I've abandoned as many Calvino books as I've made it through, knowing my place. I hadn't noticed that these were tributes when some of them snuck into earlier collections, but in their mathematical precision and self-awareness, it makes sense. More sense than I could make of the Cosmicomics.

Fave: 'Climbing the Tallest Tree in the World'


Drew Daniel, Throbbing Gristle's 20 Jazz Funk Greats

2008 / Ebook / 173 pages / USA

***

The most apologetic entry in the series this side of the Celine Dion essay, the track-by-track analysis did seem particularly pointless this time around, but interviews with the band explain the sex magick connections and other depths that won't be apparent to normie squares who think it's just some boring noise or whatever.


Unknown, Space Flight: The First 30 Years

1991 / Ebook / 40 pages / USA

**

With the USSR dissolving around them, you'd think that even a NASA publication would give more acknowledgement to the other side of the story than a fleeting namecheck of Sputnik, but I guess they wanted to keep stoking the national pride to help them fulfil the prediction of the next 30 years of space missions being just as exciting as the first. Better get a move on.
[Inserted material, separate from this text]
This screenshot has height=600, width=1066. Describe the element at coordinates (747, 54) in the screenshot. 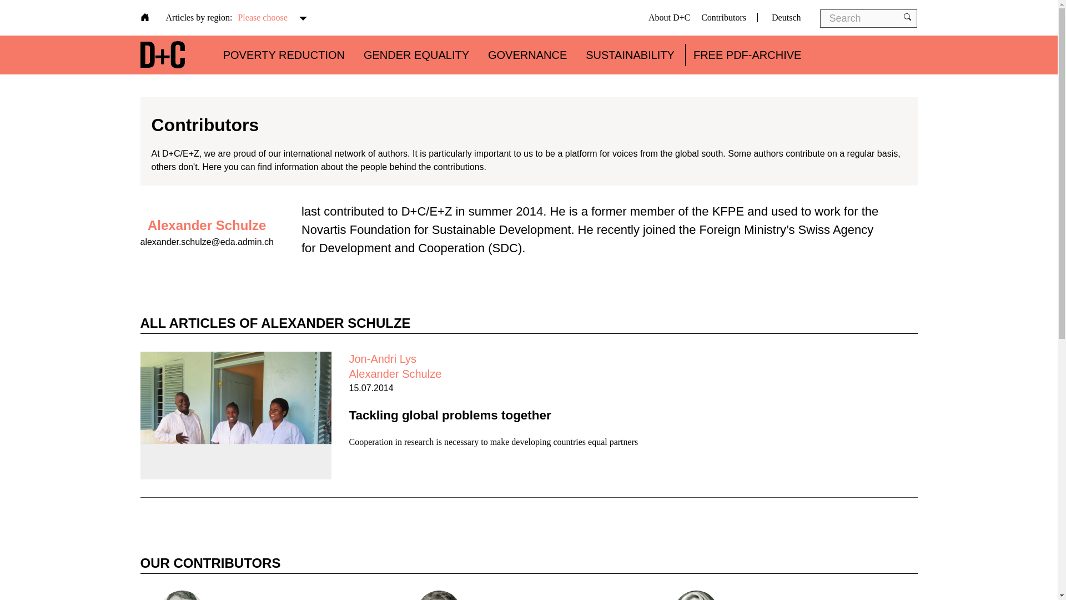

I see `FREE PDF-ARCHIVE` at that location.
Joel-Peter Witkin, Joel-Peter Witkin: Forty Photographs

1970-84 (collected 1985) / Ebook / 48 pages / USA

**

Fucked-up industrial nightmares, classical perversions and indecent imagery I'd rather not have made myself endure, with a brief biography revealing why he's like this.


W. Dean Sutcliffe, Haydn: String Quartets, Op. 50

1992 / Ebook / 128 pages / UK

**

Dull correspondence, contemporary reviews and modern-day autograph hunting take up most of the book before the music is touched on, and that doesn't prove to be especially insightful beyond the connections between the pieces.